Pitlochry Festival Theatre
Four stars
There was never anything innocent about J.M. Barrie, as this 1902
dissection of class consciousness testifies in an at times
remarkably progressive if ultimately redundant fashion. Richard Baron's
revival has Barrie himself introduce his creation by way of his
elaborate stage directions to set the scene. These concern the
liberal-minded Earl of Loam, who gathers his three spoilt daughters,
Mary, Catherine and Agatha, his equally brattish nephew Ernest and an
extended coterie of aristocrats for a day of meeting the servants on
allegedly equal if toe-curlingly awkward terms before setting sail on a
family expedition.
With the eponymous butler Crichton and mouse-like maid Tweeny
accompanying, by the second act they are shipwrecked and, aside from
Crichton, without a clue about survival. After two years, the girls
have gone the way of most posh back-packers on gap-year, with Mary in
particular morphing into an androgynous lost girl in thrall of
Crichton, who now rules the roost. Any hippy idealism concerning
equality has, alas, been upended by old-fashioned patriarchy in a new
set of rags. What happens on the island, however, stays on the island,
and once the castaways are rescued, all holiday romances are
forgotten, even as Ernest rewrites history in his self-aggrandising
memoir.
Dougal Lee gives a charismatic and statesmanlike performance as
Crichton, with Helen Mallon capturing the full sense of Mary's
awakening as she moves from studied boredom to off-the-leash abandon
and back. With the old order restored without any emotional or
political resolution, the play's author played by Alan Steele stands
appalled, both by its deeply unhappy ending, and by his impotent
complicity in being either unable or unwilling to rewrite it.
The Herald, July 4th 2014
ends
Four stars
There was never anything innocent about J.M. Barrie, as this 1902
dissection of class consciousness testifies in an at times
remarkably progressive if ultimately redundant fashion. Richard Baron's
revival has Barrie himself introduce his creation by way of his
elaborate stage directions to set the scene. These concern the
liberal-minded Earl of Loam, who gathers his three spoilt daughters,
Mary, Catherine and Agatha, his equally brattish nephew Ernest and an
extended coterie of aristocrats for a day of meeting the servants on
allegedly equal if toe-curlingly awkward terms before setting sail on a
family expedition.
With the eponymous butler Crichton and mouse-like maid Tweeny
accompanying, by the second act they are shipwrecked and, aside from
Crichton, without a clue about survival. After two years, the girls
have gone the way of most posh back-packers on gap-year, with Mary in
particular morphing into an androgynous lost girl in thrall of
Crichton, who now rules the roost. Any hippy idealism concerning
equality has, alas, been upended by old-fashioned patriarchy in a new
set of rags. What happens on the island, however, stays on the island,
and once the castaways are rescued, all holiday romances are
forgotten, even as Ernest rewrites history in his self-aggrandising
memoir.
Dougal Lee gives a charismatic and statesmanlike performance as
Crichton, with Helen Mallon capturing the full sense of Mary's
awakening as she moves from studied boredom to off-the-leash abandon
and back. With the old order restored without any emotional or
political resolution, the play's author played by Alan Steele stands
appalled, both by its deeply unhappy ending, and by his impotent
complicity in being either unable or unwilling to rewrite it.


> What to work on:
Whenever a line of the data below holds the string "Reports", copy that line.

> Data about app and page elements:
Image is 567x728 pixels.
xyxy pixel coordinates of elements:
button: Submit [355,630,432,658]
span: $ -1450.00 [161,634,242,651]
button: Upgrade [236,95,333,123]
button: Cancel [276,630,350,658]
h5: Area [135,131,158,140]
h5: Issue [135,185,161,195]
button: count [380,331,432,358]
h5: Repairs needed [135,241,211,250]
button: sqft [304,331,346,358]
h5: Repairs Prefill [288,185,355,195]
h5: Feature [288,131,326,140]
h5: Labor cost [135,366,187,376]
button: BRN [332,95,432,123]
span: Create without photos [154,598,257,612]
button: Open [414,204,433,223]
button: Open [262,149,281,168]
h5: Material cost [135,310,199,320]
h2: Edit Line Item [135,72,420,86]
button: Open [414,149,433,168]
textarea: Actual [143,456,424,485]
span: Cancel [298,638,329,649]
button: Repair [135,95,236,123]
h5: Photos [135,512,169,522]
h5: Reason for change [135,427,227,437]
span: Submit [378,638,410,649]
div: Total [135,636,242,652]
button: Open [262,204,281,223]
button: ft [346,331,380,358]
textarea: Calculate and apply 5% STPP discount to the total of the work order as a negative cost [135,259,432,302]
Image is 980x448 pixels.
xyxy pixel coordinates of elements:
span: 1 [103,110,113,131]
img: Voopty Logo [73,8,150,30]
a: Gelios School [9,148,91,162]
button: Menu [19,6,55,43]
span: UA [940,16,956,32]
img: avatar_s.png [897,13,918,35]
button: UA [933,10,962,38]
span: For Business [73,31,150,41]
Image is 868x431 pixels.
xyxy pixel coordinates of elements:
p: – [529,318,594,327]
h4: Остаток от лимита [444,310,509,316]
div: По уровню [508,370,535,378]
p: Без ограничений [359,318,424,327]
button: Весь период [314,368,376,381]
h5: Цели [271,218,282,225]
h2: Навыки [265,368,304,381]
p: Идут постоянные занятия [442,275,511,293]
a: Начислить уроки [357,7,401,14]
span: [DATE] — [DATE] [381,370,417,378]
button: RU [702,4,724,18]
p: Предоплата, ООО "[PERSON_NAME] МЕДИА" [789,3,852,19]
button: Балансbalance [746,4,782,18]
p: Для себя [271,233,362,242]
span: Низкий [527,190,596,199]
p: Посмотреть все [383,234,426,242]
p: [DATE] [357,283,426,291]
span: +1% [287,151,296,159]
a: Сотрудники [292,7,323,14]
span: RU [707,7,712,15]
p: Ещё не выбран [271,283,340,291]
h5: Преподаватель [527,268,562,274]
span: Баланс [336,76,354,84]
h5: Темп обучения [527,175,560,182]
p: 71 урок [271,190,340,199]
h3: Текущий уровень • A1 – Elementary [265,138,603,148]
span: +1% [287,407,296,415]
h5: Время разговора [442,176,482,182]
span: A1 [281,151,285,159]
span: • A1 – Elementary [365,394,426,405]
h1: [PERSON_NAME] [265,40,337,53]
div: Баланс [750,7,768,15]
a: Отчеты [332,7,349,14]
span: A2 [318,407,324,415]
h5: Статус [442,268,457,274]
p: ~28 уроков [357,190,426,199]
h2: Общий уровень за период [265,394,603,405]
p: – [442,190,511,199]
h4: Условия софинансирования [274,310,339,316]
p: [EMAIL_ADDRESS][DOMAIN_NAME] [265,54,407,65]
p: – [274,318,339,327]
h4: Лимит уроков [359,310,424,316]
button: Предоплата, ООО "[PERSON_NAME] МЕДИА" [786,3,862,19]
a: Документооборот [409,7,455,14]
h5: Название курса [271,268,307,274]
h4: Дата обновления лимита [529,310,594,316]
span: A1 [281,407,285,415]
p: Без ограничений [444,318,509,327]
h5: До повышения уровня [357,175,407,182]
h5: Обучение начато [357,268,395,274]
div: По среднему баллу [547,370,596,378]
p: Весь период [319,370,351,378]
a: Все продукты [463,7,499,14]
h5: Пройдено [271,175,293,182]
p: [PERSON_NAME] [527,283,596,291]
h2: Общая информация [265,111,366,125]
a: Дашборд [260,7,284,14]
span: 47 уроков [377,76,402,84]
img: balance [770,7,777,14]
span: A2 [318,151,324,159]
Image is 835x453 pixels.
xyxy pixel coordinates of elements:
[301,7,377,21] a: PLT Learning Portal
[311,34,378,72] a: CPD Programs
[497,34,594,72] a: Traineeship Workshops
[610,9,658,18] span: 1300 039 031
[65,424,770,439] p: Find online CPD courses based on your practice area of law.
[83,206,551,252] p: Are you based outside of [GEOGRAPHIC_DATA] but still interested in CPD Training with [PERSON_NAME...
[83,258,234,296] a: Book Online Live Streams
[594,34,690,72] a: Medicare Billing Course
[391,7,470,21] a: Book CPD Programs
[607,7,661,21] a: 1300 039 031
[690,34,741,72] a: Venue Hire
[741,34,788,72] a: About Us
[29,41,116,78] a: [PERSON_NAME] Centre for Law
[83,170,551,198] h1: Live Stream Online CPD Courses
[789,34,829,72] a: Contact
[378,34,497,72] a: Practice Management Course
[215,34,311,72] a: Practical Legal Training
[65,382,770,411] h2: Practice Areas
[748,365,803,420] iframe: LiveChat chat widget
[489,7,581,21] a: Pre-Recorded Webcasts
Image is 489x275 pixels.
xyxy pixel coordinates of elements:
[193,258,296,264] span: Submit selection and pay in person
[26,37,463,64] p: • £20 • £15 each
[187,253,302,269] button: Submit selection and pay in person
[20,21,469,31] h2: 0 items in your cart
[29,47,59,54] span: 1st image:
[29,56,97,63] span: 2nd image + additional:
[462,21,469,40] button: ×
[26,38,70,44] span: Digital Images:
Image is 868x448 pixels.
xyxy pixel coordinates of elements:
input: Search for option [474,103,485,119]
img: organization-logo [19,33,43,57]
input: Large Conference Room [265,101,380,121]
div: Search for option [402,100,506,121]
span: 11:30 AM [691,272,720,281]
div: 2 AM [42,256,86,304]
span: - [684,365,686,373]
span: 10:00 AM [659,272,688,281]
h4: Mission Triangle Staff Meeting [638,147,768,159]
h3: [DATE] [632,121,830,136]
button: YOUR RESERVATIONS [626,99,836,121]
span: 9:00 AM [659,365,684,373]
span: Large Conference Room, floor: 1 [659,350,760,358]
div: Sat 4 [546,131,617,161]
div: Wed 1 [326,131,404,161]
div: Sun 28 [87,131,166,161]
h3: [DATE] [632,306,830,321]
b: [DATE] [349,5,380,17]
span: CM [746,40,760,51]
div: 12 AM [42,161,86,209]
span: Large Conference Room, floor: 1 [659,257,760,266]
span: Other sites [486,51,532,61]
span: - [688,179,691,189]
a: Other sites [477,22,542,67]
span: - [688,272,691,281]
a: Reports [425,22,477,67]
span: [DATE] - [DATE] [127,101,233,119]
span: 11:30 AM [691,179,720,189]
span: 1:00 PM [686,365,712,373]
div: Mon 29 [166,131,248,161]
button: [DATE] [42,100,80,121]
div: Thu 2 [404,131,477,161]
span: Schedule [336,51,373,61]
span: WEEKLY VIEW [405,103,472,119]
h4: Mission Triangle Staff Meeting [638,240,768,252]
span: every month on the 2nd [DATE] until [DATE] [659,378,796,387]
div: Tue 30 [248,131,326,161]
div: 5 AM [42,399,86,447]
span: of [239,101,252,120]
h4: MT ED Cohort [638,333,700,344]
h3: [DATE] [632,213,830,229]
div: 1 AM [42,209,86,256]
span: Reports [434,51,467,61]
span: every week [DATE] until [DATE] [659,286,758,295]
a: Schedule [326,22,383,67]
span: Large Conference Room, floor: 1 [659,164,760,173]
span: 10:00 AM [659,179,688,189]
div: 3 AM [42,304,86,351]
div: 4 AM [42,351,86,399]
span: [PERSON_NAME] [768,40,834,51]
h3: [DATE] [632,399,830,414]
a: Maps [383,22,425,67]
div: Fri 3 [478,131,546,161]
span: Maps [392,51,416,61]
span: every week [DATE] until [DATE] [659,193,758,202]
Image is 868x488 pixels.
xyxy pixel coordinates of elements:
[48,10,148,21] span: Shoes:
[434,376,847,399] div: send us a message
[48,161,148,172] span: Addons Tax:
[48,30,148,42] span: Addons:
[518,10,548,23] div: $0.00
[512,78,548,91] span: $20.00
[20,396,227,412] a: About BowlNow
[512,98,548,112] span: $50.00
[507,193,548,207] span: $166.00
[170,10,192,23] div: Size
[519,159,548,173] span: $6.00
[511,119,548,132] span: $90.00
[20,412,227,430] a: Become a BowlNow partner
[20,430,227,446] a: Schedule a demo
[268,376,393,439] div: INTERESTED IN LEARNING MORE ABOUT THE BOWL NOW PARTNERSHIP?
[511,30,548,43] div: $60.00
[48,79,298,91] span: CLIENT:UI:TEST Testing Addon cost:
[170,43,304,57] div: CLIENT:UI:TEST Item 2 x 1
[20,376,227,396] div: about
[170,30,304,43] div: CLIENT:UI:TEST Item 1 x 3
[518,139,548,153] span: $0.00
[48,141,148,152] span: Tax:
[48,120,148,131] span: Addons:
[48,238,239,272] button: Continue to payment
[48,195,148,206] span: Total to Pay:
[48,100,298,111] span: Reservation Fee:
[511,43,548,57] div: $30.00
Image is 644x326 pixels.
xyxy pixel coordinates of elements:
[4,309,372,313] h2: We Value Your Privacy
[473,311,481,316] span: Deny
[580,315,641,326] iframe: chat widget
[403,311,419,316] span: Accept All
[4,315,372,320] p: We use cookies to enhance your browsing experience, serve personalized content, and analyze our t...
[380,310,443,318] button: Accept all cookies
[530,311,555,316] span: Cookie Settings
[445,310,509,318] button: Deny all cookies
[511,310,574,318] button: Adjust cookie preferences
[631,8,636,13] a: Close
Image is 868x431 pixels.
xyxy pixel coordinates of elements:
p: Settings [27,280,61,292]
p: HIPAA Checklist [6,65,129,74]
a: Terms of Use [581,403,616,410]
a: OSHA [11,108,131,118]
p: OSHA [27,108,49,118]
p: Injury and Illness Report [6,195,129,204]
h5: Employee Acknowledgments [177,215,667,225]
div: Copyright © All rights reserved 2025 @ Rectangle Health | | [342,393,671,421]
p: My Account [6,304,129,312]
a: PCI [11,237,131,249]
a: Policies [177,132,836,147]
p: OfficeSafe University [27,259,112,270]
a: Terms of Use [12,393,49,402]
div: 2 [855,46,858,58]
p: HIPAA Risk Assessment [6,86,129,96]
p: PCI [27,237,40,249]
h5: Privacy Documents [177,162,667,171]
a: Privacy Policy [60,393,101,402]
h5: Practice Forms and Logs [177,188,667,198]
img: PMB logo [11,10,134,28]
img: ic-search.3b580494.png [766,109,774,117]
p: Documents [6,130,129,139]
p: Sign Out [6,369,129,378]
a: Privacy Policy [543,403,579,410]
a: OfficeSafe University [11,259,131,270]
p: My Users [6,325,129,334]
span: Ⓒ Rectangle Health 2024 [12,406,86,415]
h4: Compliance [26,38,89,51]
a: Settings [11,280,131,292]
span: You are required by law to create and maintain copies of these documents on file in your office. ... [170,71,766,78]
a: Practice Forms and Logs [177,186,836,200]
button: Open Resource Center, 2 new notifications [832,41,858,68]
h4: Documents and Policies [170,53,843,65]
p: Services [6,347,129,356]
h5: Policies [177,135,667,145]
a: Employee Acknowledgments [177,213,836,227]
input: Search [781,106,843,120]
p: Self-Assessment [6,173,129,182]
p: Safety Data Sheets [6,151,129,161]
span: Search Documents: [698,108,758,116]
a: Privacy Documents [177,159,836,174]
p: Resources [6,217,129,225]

> Exercise answer:
a: Reports [425,22,477,67]
span: Reports [434,51,467,61]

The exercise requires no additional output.